After all, why should I wonder? I may be sorry, for who ever saw gladly love—the one all-good thing on this earth, most of whose good things are adulterated and dirt-smirched—who ever saw it gladly slip away from them? But I cannot be surprised.
With Roger, love and trust must ever go hand-in-hand; and, when the one has gone, the other must needs soon follow.
After all, what he loved in me was a delusion—had never existed. It was my blunt honesty, my transparent candor, the open-hearted downrightness that in me amounted to a misfortune, that had at first attracted him. And now that he has found that the unpolished abruptness of my manners can conceal as great an amount of deception as the most insinuating silkiness of any one else's, I do not see what there is left in me to attract him. Certainly I have no beauty to excite a man's passions, nor any genius to enchain his intellect, nor even any pretty accomplishment to amuse his leisure.
Why should he love me? Because I am his wife? Nay, nay! who ever loved because it was their duty? who ever succeeded in putting love in harness, and driving him? Sooner than be the object of such up-hill conscientious affection, I had far rather be treated with cold indifference—active hatred even. Because I am young? That seems no recommendation in his eyes! Because I love him? He does not believe it. Once or twice I have tried to tell him so, and he has gently pooh-poohed me.
Sometimes it has occurred to me that, perhaps, if I had him all to myself, I might even yet bring him back to me—might reconcile him to my paucity of attractions, and persuade him of my honesty; but what chance have I, when every day, every hour of the day if he likes to put himself to such frequent pain, he may see and bitterly note the contrast between the woman of his choice and the woman of his fate—the woman from whom he is irrevocably parted, and the woman to whom he is as irrevocably joined. And I think that hardly a day passes that he does not give himself the opportunity of instituting the comparison.
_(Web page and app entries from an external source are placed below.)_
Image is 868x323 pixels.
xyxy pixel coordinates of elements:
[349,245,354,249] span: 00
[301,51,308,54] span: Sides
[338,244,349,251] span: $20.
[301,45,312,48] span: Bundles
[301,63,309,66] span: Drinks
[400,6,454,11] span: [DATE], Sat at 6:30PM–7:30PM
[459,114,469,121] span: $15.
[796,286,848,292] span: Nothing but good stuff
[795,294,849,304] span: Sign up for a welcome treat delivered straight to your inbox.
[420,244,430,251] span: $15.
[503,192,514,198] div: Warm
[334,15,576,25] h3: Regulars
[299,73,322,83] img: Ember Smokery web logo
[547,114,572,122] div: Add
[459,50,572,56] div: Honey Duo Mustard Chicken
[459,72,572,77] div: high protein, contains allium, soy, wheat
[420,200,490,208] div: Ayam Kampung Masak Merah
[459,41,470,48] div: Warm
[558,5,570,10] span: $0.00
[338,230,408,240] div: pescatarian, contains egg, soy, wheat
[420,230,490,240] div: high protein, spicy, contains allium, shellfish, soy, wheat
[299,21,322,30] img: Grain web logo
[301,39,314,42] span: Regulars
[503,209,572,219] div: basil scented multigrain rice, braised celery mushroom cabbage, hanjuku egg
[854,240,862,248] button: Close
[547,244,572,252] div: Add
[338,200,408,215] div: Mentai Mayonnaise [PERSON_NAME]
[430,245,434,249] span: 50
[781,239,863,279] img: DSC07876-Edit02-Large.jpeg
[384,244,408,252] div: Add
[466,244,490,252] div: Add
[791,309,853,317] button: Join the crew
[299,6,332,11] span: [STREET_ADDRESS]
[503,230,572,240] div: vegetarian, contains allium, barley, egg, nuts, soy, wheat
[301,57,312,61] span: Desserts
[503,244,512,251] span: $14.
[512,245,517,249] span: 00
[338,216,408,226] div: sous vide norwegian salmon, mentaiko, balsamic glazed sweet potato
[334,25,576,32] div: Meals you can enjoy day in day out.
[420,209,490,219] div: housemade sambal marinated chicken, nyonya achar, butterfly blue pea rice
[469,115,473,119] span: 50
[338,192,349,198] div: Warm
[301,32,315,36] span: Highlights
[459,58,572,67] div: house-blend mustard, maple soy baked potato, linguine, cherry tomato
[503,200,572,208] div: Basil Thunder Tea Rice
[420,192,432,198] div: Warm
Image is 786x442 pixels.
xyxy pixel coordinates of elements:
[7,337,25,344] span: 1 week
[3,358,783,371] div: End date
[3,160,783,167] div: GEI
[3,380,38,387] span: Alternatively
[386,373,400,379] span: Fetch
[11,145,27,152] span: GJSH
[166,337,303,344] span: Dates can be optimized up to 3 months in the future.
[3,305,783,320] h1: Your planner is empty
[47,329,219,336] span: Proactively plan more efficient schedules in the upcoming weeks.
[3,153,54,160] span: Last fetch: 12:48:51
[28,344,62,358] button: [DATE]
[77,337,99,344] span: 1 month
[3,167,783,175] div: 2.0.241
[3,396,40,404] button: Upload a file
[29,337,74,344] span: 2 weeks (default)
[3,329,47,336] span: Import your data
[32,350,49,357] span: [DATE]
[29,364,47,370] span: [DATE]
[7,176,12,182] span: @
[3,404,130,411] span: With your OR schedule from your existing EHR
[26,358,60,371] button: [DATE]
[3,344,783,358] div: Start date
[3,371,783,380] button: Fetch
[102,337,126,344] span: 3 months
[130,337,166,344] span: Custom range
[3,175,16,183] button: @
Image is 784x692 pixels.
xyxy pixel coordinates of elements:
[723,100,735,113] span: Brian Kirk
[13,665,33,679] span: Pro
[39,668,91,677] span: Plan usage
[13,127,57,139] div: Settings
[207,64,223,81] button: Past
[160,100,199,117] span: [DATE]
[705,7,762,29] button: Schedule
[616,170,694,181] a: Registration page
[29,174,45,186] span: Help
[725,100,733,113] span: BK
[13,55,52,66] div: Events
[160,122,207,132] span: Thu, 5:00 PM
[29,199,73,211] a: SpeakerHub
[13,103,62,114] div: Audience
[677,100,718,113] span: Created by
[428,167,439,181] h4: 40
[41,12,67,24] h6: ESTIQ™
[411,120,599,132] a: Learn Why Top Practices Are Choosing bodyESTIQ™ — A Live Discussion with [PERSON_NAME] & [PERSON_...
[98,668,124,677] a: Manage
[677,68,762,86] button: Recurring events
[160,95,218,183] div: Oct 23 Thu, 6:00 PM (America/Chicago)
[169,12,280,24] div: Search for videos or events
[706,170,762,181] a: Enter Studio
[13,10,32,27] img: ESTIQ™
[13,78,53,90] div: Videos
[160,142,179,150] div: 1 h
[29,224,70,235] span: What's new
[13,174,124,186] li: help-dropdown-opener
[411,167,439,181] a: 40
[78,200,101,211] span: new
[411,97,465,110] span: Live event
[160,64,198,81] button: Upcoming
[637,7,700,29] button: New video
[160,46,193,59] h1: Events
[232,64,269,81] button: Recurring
Not that he is unkind to me; do not think that. It would be impossible to Roger to be unkind to any thing, much more to any weakly woman thing that is quite in his own power. No, no! there is no fear of that. I have no need to be a grizzle. I have no cross words, no petulances, no neglects even, to bear. But oh! in all his friendly words, in all his kindly, considerate actions, what a chill there is! It is as if some one that had been a day dead laid his hand on my heart!
How many, many miles farther apart we are now, than we were when I was here, and he in Antigua; albeit then the noisy winds roared and sung, and the brown billows tumbled between us! If he would but hit me, or box my ears, as Bobby has so often done—a good swinging, tingling box, that made one see stars, and incarnadized all one side of one's countenance—oh, how much, much less would it hurt than do the frosty chillness of his smiles, the uncaressing touch of his cool hands!
I have plenty of time to think these thoughts, for I am a great deal alone now. Roger is out all day, hunting or with his agent, or on some of the manifold business that landed property entails, or that the settlement of Mr. Huntley's inextricably tangled affairs involves. Very often he does not come in till dressing-time. I never ask him where he has been—never! I think that I know.
Often in these after-days, pondering on those ill times, seeing their incidents in that duer proportion that a stand-point at a little distance from them gives, it has occurred to me that sometimes I was wrong, that not seldom, while I was eating my heart out up-stairs, with dumb jealousy picturing to myself my husband in the shaded fragrance, the dulcet gloom of the drawing-room at Laurel Cottage, he was in the house with me, as much alone as I, in the dull solitude of his own room, pacing up and down the carpet, or bending over an unread book.
I will tell you why I think so. One day—it is the end of March now, the year is no longer a swaddled baby, it is shooting up into a tall stripling—I have been straying about the brown gardens, alone, of course. It is a year to-day since Bobby and I together strolled among the kitchen-stuff in the garden at home, since he served me that ill turn with the ladder. Every thing reminds me of that day: these might be the same crocus-clumps, as those that last year frightened away winter with their purple and gold banners. I remember that, as I looked down their deep throats, I was humming Tou Tou's verb, "J'aime, I love; Tu aimes, Thou lovest; Il aime, He loves."